July 2013 Recent Releases: VTK 6.0
In late June, the VTK community released VTK 6.0, the first major release since 5.0 in December 2005! This release includes significant refactoring of VTK’s pipeline and build system. Pipeline changes have cleanly separated the Algorithm, DataObject, and Executive classes. Build system changes automate and simplify intra-library build time dependency analysis. Together these changes facilitate the addition of new features to and removal of unwanted features from VTK.
In addition to a number of low-level changes, there are also a number of new features in VTK 6 that are more readily-apparent to users of applications built with VTK; many of these new additions have also been included as part of ParaView 4. This includes the ability to map values to discrete color sets; vtkScalarstoColors and subclasses new support an IndexedLookup mode where only values that exactly match an annotation are assigned a color.
VTK’s text rendering capabilities have also been greatly extended. Text can be output to vector-graphics friendly raw Bezier curves, system fonts may be accessed through the FreeTypeFontConfig module, and mathematical equations can be rendered with the matplotlib Python package. The charting functionalities have seen a number of changes as well, including the addition of 3D charts and seamless transitions between 2D and 3D chart projections.

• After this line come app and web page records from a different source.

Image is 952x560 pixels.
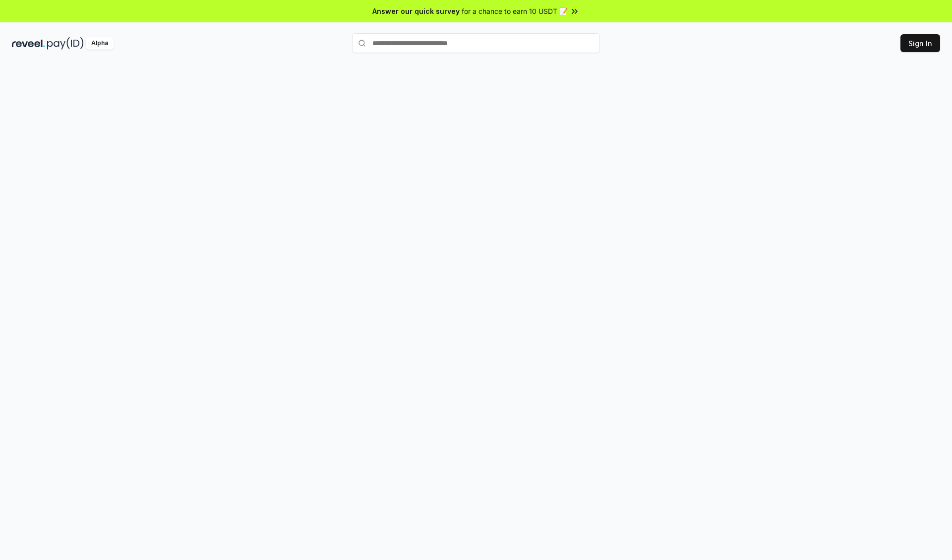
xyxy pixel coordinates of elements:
img: reveel_dark [12,37,45,50]
span: for a chance to earn 10 USDT 📝 [462,6,568,16]
span: Answer our quick survey [373,6,460,16]
button: Sign In [900,35,940,52]
div: Alpha [86,37,113,50]
img: pay_id [47,37,84,50]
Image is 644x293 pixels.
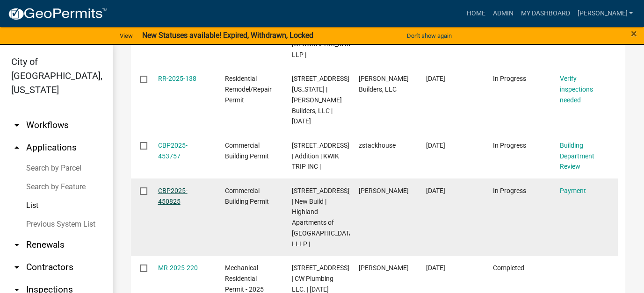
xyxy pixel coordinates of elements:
i: arrow_drop_down [11,262,22,273]
i: arrow_drop_down [11,240,22,251]
span: zstackhouse [359,142,396,149]
a: Verify inspections needed [560,75,593,104]
span: Commercial Building Permit [225,187,269,205]
strong: New Statuses available! Expired, Withdrawn, Locked [142,31,314,40]
span: 1601 BROADWAY ST N | Addition | KWIK TRIP INC | [292,142,349,170]
span: Completed [493,264,524,272]
a: CBP2025-450825 [158,187,188,205]
span: Residential Remodel/Repair Permit [225,75,272,104]
span: In Progress [493,142,526,149]
a: CBP2025-453757 [158,142,188,160]
span: 05/27/2025 [426,264,446,272]
a: Building Department Review [560,142,595,170]
span: In Progress [493,187,526,195]
a: Payment [560,187,586,195]
a: My Dashboard [517,5,573,22]
span: 901 North Highland Avenue (Building #1) | New Build | Highland Apartments of New Ulm, LLLP | [292,187,357,248]
a: Home [463,5,489,22]
span: JH Heymann Builders, LLC [359,75,409,93]
span: Commercial Building Permit [225,142,269,160]
span: In Progress [493,75,526,82]
span: Christopher Williams [359,264,409,272]
i: arrow_drop_up [11,142,22,153]
span: 07/16/2025 [426,187,446,195]
i: arrow_drop_down [11,120,22,131]
span: × [631,27,637,40]
a: Admin [489,5,517,22]
span: Mechanical Residential Permit - 2025 [225,264,264,293]
span: 07/23/2025 [426,142,446,149]
a: [PERSON_NAME] [573,5,637,22]
button: Don't show again [403,28,456,43]
button: Close [631,28,637,39]
a: View [116,28,137,43]
span: 1200 WASHINGTON ST S | JH Heymann Builders, LLC | 07/30/2025 [292,75,349,125]
span: 901 GERMAN ST N | CW Plumbing LLC. | 05/28/2025 [292,264,349,293]
span: Zac Rosenow [359,187,409,195]
span: 07/30/2025 [426,75,446,82]
a: MR-2025-220 [158,264,198,272]
a: RR-2025-138 [158,75,197,82]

In regards to filters, there is a new polyhedron surface mode where users draw arbitrarily-shaped regions on the screen and extraction filters return all the surface elements within. The serial and parallel particle tracing filters, which track particles in time-varying vector fields, now run faster and more efficiently. Lastly, there are new Adaptive Mesh Resolution and HyperTree data types and filters included that are designed for visualization of large, multi-resolution scientific datasets. There is also a new vtkDeformPointSet filter included in this release.
Lastly, VTK 6 can leverage modern Mesa 3D OpenGL capabilities as it is no longer limited to the GL version 1.1 support whenever Mesa is in use. This extends VTK’s rendering capabilities, especially in HPC applications where rendering is typically done off-screen on supercomputers that lack graphics hardware.